PUBLISHED:March 26, 2009

Have we nationalized our banking system?

March 26, 2009 – Four days after Treasury Secretary Timothy Geithner announced a public-private partnership to remove toxic assets from bank balance sheets, a panel of economic scholars and notable financial minds convened in the Law School’s Star Commons to talk about the U.S. government’s response to the current economic crisis.

The panel, moderated by visiting professor of the practice and former Wachovia Bank executive Lawrence Baxter, covered an array of timely financial topics, from the role of the government as shareholder to regulating the shadow financial system.

Panelist Robert K. Steel T’73, chair of the Duke University Board of Trustees, director at Wells Fargo, and former CEO of Wachovia Corp., said that recent seismic changes in the banking world have to be taken into account when addressing the financial crisis.

“The goal and central function of banks has now been adjusted,” Steel said. “There are lots of non-bank financial institutions outside the well-developed regulatory supervisory framework of banks [that] are now doing lots of the same things as banks. … Now we have this blurring of activities.”

Bill Brown ’80, a visiting professor of the practice of law who has held leadership positions at Goldman Sachs & Co., AIG International, and Morgan Stanley, also talked about the “shadow banking system.”

“This is the part of the system that we’re actually trying to save right now,” Brown said. “The public-private partnership that was announced on Monday is intended to save it; the [Term Asset-Backed Securities Loan Facility] program is trying to save it. In fact, this system dwarfs the banking system.”

Steel said the current regulatory regime does not take into account the non-bank financial system, in part because it arose in response to a series of crises over the last 70 years, “but never with an overarching ambition.”

“To borrow a phrase that’s being commonly used, ‘You don’t want to waste a good crisis,’” Steel said. “Here the goal should be to basically back up and think about, ‘What’s the right regulatory structure?’”

Steel proposed a regulatory authority that would oversee the entire financial structure, with the ability to identify problems across the financial spectrum and regulate banks and other financial institutions. Geithner was expected to outline a similar proposal in his remarks to Congress on Thursday.

Steven Schwarcz, the Stanley A. Star Professor of Law & Business, said that regulation is made extremely difficult by complexity in financial markets rife with “unintended consequences and nonlinearity.”

Complexity in financial markets “is one of the most difficult problems of the 21st century,” Schwarcz said.

James Cox, the Brainerd Currie Professor of Law and an internationally recognized expert in corporate and securities law, discussed strategies the government could use to reinvigorate the flagging institutions now bolstered with taxpayer money, admitting that the current situation left few avenues for profitability.

Even selling off profitable divisions of failing institutions could be difficult, Cox said. “If it’s a stock deal… whoever’s buying it is now going to have a substantial government interest in their company,” he pointed out.

A cash purchase seems unrealistic at this point, as well, Cox said. “That means somebody has to have a lot of cash, which would be a different market than the one we’re looking at right now.”

Another option, Cox said, would be to have “one hell of a public offering.”

“The question then becomes, why would you and I want to buy it?” Cox said.

Craig Burnside, professor of economics at Duke University, agreed with Cox that the government representatives now sitting on the boards of financial institutions should not act as governmental emissaries, but should “maximize the value of the firm, pursuing profitable opportunities that are in the interest of the corporation and not in the interest of fringe political groups that capture the ear of Congress.”

Edward Greene, partner at Cleary Gottlieb and former investments general counsel at Citigroup, lamented political interference in the financial world since the government bailouts began. Greene targeted Congressional hearings in which executives were “castigated by a Congress that pretends it had nothing to contribute to and was in no way responsible for what went on.”

“I can’t emphasize enough that, as a consequence of the Congressional outrage… morale is basically devastated at most institutions,” Greene said.

Agreeing with the other panelists, Steel said that the government’s involvement in financial institutions should be limited to revitalizing those that are unhealthy before returning them to the public markets, and dismantling “in an orderly way” those that are irredeemable, but should not extend to complete government ownership, or nationalization. “The sole act of government ownership in an unhealthy institution doesn’t make it strong,” he said.

Sponsored by the Program in Public Law, “Have We Nationalized Our Banking System?” is available for viewing as a webcast.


- Assignment: Your answer should be every line of the entries that has the string "labels" in it.
--- Record set Enclosed Below ---
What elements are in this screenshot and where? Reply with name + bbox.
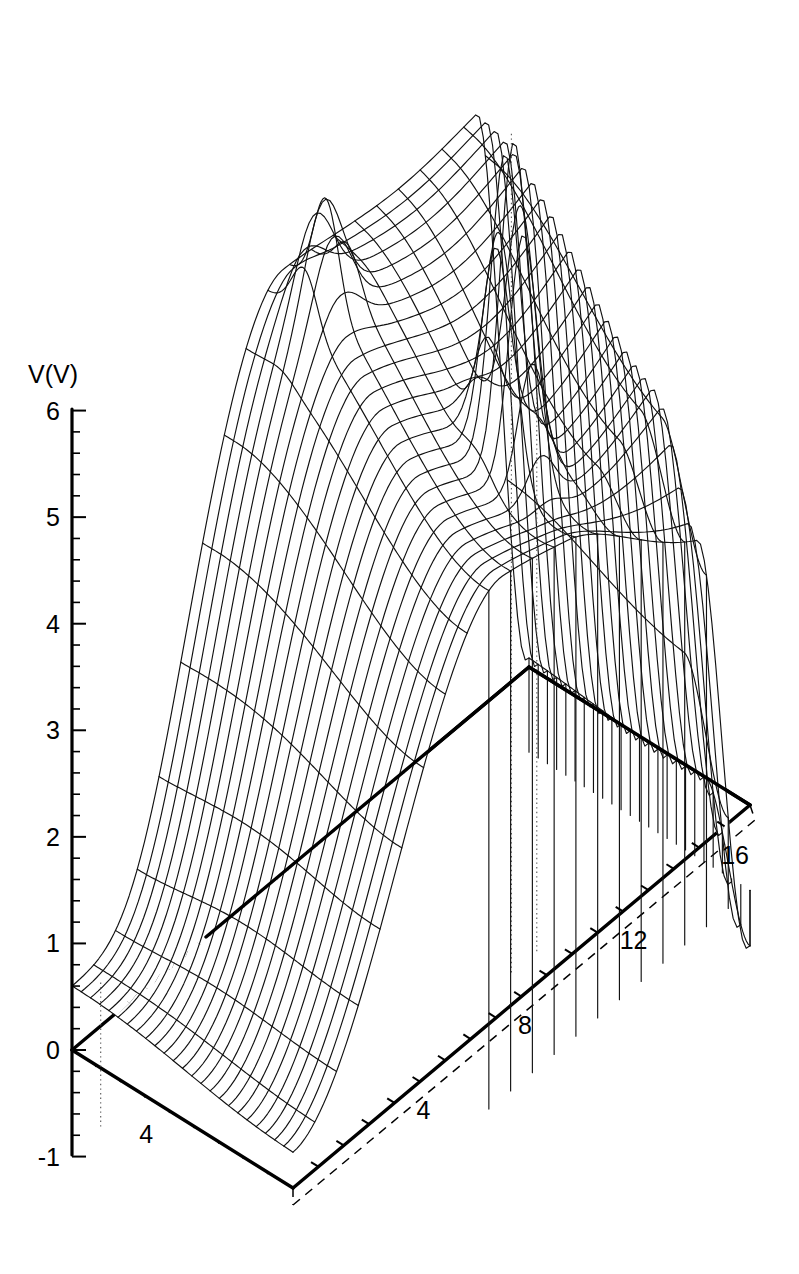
vertical-axis-tick-label: 3 bbox=[46, 716, 60, 744]
vertical-axis-tick-labels: 6543210-1 bbox=[38, 397, 60, 1171]
left-front-axis-tick bbox=[218, 1142, 219, 1143]
right-front-axis-tick-label: 12 bbox=[620, 926, 648, 954]
right-front-axis-tick bbox=[463, 1034, 470, 1039]
left-front-axis-tick bbox=[267, 1173, 268, 1174]
left-front-axis-tick-label: 4 bbox=[139, 1120, 153, 1148]
vertical-axis-title: V(V) bbox=[28, 360, 78, 388]
left-front-axis-tick bbox=[169, 1111, 170, 1112]
right-front-axis-tick bbox=[336, 1141, 343, 1146]
wireframe-surface bbox=[72, 115, 750, 1152]
vertical-axis-tick-label: 2 bbox=[46, 823, 60, 851]
right-front-axis-tick-labels: 481216 bbox=[417, 841, 749, 1124]
right-front-axis-tick bbox=[641, 886, 648, 891]
vertical-axis-tick-label: 1 bbox=[46, 929, 60, 957]
left-front-axis-tick bbox=[242, 1157, 243, 1158]
vertical-axis-tick-label: -1 bbox=[38, 1143, 60, 1171]
right-front-axis-tick bbox=[362, 1120, 369, 1125]
vertical-axis: 6543210-1 V(V) bbox=[28, 360, 86, 1171]
figure-container: 6543210-1 V(V) 4481216 bbox=[0, 0, 799, 1274]
vertical-axis-tick-label: 0 bbox=[46, 1036, 60, 1064]
right-front-axis-tick bbox=[489, 1013, 496, 1018]
right-front-axis-tick bbox=[438, 1056, 445, 1061]
right-front-axis-tick bbox=[666, 864, 673, 869]
vertical-axis-tick-label: 4 bbox=[46, 610, 60, 638]
right-front-axis-tick bbox=[565, 949, 572, 954]
base-slab-right-drop bbox=[750, 805, 755, 820]
right-front-axis-tick bbox=[692, 843, 699, 848]
right-front-axis-tick bbox=[387, 1098, 394, 1103]
right-front-axis-tick-label: 16 bbox=[721, 841, 749, 869]
mesh-facet bbox=[729, 889, 750, 946]
left-front-axis-tick-labels: 4 bbox=[139, 1120, 153, 1148]
right-front-axis-tick bbox=[514, 992, 521, 997]
surface-plot-svg: 6543210-1 V(V) 4481216 bbox=[0, 0, 799, 1274]
vertical-axis-tick-label: 5 bbox=[46, 503, 60, 531]
right-front-axis-tick bbox=[311, 1162, 318, 1167]
right-front-axis-tick-label: 4 bbox=[417, 1096, 431, 1124]
right-front-axis-tick bbox=[590, 928, 597, 933]
right-front-axis-tick bbox=[413, 1077, 420, 1082]
left-front-axis-tick bbox=[120, 1081, 121, 1082]
vertical-axis-tick-label: 6 bbox=[46, 397, 60, 425]
right-front-axis-tick-label: 8 bbox=[518, 1011, 532, 1039]
left-front-axis-tick bbox=[193, 1127, 194, 1128]
left-front-axis-tick bbox=[144, 1096, 145, 1097]
right-front-axis-tick bbox=[540, 971, 547, 976]
left-front-axis-tick bbox=[95, 1065, 96, 1066]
--- End of Enclosed Record set ---
- Written answer:
vertical-axis-tick-labels: 6543210-1 bbox=[38, 397, 60, 1171]
right-front-axis-tick-labels: 481216 bbox=[417, 841, 749, 1124]
left-front-axis-tick-labels: 4 bbox=[139, 1120, 153, 1148]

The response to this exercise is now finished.